Tv. Jaeger et D. Vanderkooy, SEPARATE NEURAL SUBSTRATES MEDIATE THE MOTIVATING AND DISCRIMINATIVE PROPERTIES OF MORPHINE, Behavioral neuroscience, 110(1), 1996, pp. 181-201
A previous study (T. V. Jaeger & D. van der Kooy, 1993) has implicated
a visceral and taste region (parabrachial nucleus), but not mesolimbi
c dopamine terminal fields (nucleus accumbens), as a substrate for opi
ate discriminative effects. The authors now show that (a) morphine's d
iscriminative effects in the parabrachial nucleus (PEN) require the ac
tivation of opiate receptors; (b) in rats trained to discriminate morp
hine from saline, infusions of morphine into the ventral tegmental are
a (VTA) do not generalize to the systemic training condition; (c) infu
sions of morphine into the PBN, but not the VTA, serve as a stimulus f
or the acquisition of discrimination learning; and (d) morphine applie
d to the VTA, but not the PEN, is motivating. The data show that the m
otivating and discriminative effects of morphine are processed separat
ely by the brain. Further, discriminative drug effects are neither nec
essary nor sufficient for opiate motivational effects.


ASSIGNMENT | Tell how many lines in the data hold "into", giving that figure alone.

DATA PROVIDED |
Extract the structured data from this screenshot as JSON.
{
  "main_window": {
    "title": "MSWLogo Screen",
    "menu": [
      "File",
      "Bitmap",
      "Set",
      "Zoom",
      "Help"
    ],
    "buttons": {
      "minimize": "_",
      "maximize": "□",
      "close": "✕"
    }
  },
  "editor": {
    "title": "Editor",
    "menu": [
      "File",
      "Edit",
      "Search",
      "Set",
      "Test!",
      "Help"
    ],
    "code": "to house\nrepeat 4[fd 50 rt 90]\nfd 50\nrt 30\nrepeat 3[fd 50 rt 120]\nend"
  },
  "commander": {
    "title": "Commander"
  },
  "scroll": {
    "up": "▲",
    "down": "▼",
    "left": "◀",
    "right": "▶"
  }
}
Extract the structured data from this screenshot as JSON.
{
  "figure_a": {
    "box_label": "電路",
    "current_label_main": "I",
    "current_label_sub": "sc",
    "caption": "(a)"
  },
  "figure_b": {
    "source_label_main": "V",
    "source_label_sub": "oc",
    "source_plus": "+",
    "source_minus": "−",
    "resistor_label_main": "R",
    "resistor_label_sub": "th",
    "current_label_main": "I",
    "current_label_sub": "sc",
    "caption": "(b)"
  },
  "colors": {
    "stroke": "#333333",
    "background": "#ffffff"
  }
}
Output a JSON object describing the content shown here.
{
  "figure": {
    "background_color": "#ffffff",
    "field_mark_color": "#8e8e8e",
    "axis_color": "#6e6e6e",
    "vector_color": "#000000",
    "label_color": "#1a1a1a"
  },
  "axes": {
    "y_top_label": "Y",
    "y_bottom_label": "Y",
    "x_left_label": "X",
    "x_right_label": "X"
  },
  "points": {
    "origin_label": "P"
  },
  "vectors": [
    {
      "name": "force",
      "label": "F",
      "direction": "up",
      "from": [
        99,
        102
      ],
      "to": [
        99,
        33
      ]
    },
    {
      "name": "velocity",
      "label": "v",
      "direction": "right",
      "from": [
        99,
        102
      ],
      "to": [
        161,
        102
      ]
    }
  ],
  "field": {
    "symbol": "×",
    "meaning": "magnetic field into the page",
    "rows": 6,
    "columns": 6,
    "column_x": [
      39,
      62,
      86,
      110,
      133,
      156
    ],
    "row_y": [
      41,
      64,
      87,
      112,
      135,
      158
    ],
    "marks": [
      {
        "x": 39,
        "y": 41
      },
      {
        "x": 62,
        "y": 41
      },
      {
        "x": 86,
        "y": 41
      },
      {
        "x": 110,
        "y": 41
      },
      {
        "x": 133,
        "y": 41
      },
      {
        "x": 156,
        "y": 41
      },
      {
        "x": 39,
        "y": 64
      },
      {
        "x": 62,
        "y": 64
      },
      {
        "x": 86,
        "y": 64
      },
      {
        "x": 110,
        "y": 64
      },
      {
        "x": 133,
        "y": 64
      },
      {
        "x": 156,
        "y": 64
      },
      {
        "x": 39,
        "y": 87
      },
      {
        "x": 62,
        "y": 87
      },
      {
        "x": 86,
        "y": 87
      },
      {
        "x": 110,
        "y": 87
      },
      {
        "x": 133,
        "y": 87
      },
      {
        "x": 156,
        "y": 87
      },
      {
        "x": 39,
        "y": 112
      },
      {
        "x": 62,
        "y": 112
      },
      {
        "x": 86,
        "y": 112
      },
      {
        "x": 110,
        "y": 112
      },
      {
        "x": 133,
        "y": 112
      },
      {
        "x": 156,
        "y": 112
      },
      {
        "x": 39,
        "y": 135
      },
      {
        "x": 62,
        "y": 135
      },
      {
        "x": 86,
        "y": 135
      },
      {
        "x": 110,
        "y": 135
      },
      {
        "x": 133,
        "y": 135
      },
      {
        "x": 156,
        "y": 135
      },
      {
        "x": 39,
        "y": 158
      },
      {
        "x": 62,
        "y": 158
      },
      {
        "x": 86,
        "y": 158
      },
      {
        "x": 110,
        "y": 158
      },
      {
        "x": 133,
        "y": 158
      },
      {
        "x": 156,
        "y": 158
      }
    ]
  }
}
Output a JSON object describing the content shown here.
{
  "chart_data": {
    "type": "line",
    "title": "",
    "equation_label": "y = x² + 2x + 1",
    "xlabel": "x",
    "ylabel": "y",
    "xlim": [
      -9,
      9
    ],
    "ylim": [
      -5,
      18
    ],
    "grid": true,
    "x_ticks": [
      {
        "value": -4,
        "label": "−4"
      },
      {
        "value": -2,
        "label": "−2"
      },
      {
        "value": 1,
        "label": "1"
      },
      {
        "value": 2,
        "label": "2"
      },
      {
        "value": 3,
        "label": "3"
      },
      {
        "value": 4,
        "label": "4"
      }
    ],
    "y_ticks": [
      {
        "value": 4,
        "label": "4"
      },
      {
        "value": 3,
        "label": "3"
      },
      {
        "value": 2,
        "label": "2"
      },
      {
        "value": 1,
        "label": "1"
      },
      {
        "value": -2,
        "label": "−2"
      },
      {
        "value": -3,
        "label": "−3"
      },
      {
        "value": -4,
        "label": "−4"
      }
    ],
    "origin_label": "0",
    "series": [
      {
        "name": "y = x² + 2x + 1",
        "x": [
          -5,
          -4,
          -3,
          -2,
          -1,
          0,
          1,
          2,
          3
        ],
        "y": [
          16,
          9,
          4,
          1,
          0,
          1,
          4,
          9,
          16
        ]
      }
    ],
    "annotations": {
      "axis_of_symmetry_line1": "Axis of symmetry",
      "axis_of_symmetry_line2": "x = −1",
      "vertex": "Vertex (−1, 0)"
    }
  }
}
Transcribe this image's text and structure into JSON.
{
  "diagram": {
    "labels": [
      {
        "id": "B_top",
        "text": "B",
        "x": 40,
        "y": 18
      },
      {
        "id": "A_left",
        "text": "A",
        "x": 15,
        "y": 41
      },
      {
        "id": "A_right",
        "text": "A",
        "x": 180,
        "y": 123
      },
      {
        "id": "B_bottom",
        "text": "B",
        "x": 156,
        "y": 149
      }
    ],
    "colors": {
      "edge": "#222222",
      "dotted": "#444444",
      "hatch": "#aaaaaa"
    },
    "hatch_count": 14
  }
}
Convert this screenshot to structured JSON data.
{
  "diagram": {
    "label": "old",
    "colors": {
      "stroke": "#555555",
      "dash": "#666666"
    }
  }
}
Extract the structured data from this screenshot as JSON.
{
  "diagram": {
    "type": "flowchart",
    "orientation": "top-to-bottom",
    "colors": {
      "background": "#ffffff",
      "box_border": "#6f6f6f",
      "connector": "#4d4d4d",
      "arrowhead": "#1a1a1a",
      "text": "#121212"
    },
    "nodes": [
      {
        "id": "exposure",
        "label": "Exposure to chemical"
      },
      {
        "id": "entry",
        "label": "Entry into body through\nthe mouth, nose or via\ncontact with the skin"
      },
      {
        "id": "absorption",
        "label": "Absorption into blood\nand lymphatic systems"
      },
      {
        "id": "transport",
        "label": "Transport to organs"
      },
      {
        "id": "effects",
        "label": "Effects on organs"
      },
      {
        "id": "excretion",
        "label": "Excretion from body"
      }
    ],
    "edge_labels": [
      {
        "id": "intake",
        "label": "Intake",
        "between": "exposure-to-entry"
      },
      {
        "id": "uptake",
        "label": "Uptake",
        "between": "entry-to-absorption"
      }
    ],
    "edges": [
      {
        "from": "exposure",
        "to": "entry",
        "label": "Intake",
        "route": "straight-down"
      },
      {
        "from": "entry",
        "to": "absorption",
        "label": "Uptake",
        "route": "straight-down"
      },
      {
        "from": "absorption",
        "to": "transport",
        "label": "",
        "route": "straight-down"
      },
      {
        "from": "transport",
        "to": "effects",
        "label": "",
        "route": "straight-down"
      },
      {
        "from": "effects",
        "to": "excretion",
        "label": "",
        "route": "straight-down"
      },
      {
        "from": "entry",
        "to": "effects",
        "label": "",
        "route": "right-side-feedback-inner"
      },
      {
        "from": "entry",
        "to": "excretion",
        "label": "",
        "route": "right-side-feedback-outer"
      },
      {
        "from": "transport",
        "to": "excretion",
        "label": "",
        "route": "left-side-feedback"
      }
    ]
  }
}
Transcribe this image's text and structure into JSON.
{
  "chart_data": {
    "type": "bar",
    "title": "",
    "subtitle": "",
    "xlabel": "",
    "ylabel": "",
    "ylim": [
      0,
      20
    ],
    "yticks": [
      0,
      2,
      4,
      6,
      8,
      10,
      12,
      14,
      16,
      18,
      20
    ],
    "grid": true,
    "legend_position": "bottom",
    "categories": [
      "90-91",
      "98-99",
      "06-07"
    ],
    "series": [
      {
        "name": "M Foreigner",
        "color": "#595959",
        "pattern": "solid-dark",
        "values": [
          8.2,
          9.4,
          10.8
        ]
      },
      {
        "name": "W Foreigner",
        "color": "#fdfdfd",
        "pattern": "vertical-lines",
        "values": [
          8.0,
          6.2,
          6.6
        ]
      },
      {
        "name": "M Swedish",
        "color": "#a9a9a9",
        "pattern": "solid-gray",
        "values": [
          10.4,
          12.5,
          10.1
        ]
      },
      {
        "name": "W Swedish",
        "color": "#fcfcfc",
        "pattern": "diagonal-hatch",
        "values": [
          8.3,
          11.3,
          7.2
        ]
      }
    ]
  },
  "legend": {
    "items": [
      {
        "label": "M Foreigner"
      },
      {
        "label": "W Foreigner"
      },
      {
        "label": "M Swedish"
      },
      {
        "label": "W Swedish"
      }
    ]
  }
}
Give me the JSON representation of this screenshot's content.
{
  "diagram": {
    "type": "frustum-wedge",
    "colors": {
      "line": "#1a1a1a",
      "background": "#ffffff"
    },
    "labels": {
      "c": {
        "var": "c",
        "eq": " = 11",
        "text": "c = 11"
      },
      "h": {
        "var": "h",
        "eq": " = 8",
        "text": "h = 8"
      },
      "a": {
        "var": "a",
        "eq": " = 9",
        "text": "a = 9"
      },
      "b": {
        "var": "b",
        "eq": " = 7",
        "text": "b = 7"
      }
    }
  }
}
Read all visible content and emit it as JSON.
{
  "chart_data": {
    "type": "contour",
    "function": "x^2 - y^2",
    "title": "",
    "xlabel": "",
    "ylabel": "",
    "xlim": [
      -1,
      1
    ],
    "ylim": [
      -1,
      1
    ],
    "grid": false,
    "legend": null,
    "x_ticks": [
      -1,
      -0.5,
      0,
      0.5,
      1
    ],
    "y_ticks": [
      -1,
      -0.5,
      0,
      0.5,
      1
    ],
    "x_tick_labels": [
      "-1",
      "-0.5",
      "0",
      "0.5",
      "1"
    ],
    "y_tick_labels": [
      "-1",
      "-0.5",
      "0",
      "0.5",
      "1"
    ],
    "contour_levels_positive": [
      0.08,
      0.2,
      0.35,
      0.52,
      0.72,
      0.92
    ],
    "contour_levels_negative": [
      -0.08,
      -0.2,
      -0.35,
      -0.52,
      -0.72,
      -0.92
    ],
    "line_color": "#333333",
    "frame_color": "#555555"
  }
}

ANSWER SPACE | 5